Early versions of HPM weapons have already been used. During the Gulf War, the U.S. Navy reportedly used experimental warheads that converted conventional explosive energy into a microwave pulse that disrupted Iraqi communications networks. Col. William G. Heckathorn, former deputy director of the Directed Energy Directorate of the Air Force Research Laboratory, is credited with the innovation. The U.S. Air Force is also studying how to incorporate microwave weapons into its next generation of unmanned airborne planes.

HPM weapons may very well disrupt computer systems and other electronic devices that Iraqi command centers would use to activate chemical and biological weapons. Their main weakness is the inability of U.S. forces to judge their effectiveness in a timely fashion. "Battle damage assessment of HPM weapons is the biggest problem," Levi notes.

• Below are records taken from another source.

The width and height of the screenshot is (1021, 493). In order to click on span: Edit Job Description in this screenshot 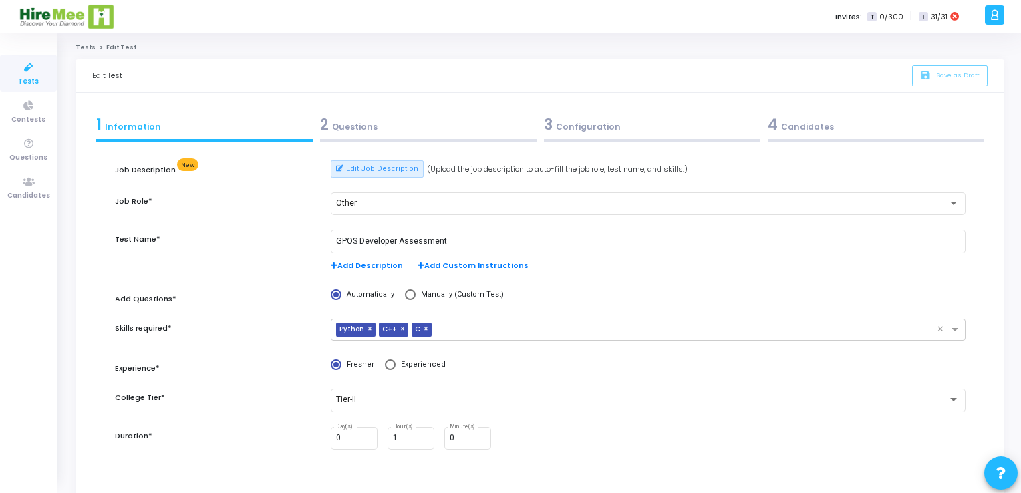, I will do `click(382, 169)`.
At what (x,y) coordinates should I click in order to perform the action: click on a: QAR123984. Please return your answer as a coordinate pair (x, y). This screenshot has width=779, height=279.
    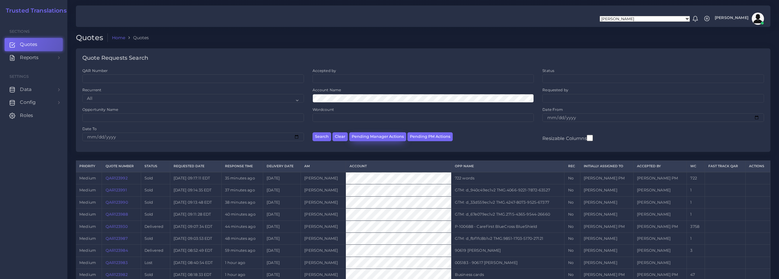
    Looking at the image, I should click on (117, 250).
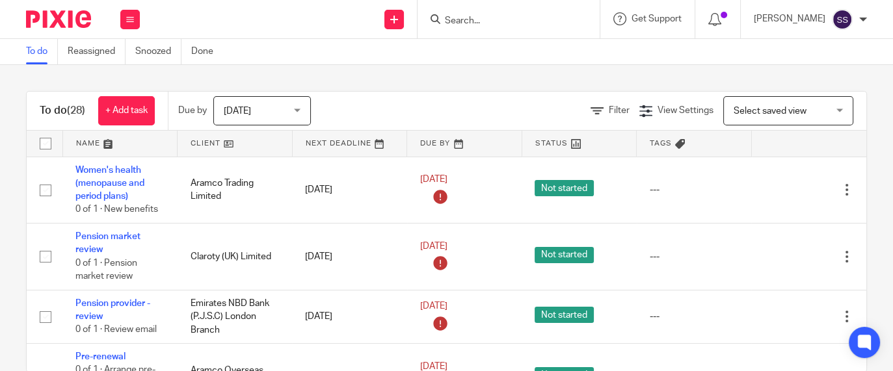 Image resolution: width=893 pixels, height=371 pixels. Describe the element at coordinates (113, 310) in the screenshot. I see `a: Pension provider - review` at that location.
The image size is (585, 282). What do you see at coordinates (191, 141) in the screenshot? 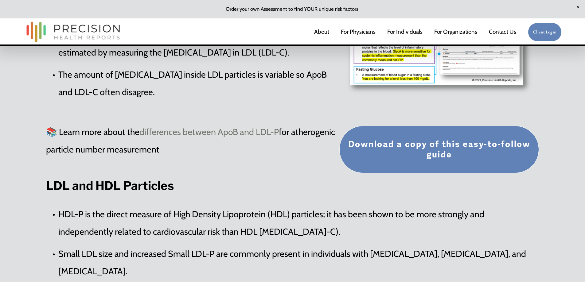
I see `p: 📚 Learn more about the for atherogenic particle number measurement` at bounding box center [191, 141].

Destroying the actual chemical or biological material is a task that may fall to agent defeat weapons being developed by the U.S. Navy and Lockheed Martin under a program originally dubbed Vulcan Fire and now spearheaded by the secretive U.S. Defense Threat Reduction Agency. The HTI-J-1000, as it is called, would be the fill inside the penetrating warhead used on the massive 2,000-pound GBU-24 laser-guided bomb and BLU-109 Joint Direct Attack Munition (JDAM) used to attack underground bunkers. The titanium boron lithium perchlorate intermetallic fill would ignite to become a high temperature incendiary (HTI) that relies on a series of chemical reactions to increase the temperature inside the targeted bunker to 1,000 degrees Fahrenheit, causing storage tanks to explode. The intense heat destroys biological and chemical agents inside the tanks. In addition, the HTI-J-1000 chemical reactions produce by-products like chlorine, fluorine and a variety of acids that neutralize chem/bio agents much as disinfectants would. All these reactions occur at very low pressure to prevent the chem/bio agents from dispersing into the surrounding area before they can be eliminated.

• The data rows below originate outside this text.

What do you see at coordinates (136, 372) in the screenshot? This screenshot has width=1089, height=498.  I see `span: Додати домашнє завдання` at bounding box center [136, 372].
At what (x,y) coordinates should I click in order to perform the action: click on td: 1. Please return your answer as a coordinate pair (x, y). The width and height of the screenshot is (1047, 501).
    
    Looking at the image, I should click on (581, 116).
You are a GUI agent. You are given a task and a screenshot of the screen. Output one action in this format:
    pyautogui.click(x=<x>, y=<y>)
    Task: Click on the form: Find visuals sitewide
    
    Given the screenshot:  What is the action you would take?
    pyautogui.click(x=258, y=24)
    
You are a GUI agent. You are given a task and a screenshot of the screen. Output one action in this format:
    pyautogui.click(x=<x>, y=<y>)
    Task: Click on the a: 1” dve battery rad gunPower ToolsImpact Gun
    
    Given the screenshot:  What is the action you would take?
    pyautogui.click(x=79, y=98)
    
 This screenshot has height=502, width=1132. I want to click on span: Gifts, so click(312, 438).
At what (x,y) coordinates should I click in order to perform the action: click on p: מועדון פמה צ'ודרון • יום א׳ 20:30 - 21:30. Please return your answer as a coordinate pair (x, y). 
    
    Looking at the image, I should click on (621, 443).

Twenty HTI-J-1000 weapons were scheduled for readiness by 2004, so prototypes are probably available if needed for a war in Iraq, eerily following the same development cycle as the prototypical microwave weapons used in the Gulf War and the thermobaric bombs used in Afghanistan. Whether these weapons prove to be the magic bullets needed against chem/bio weapons, however, remains to be seen.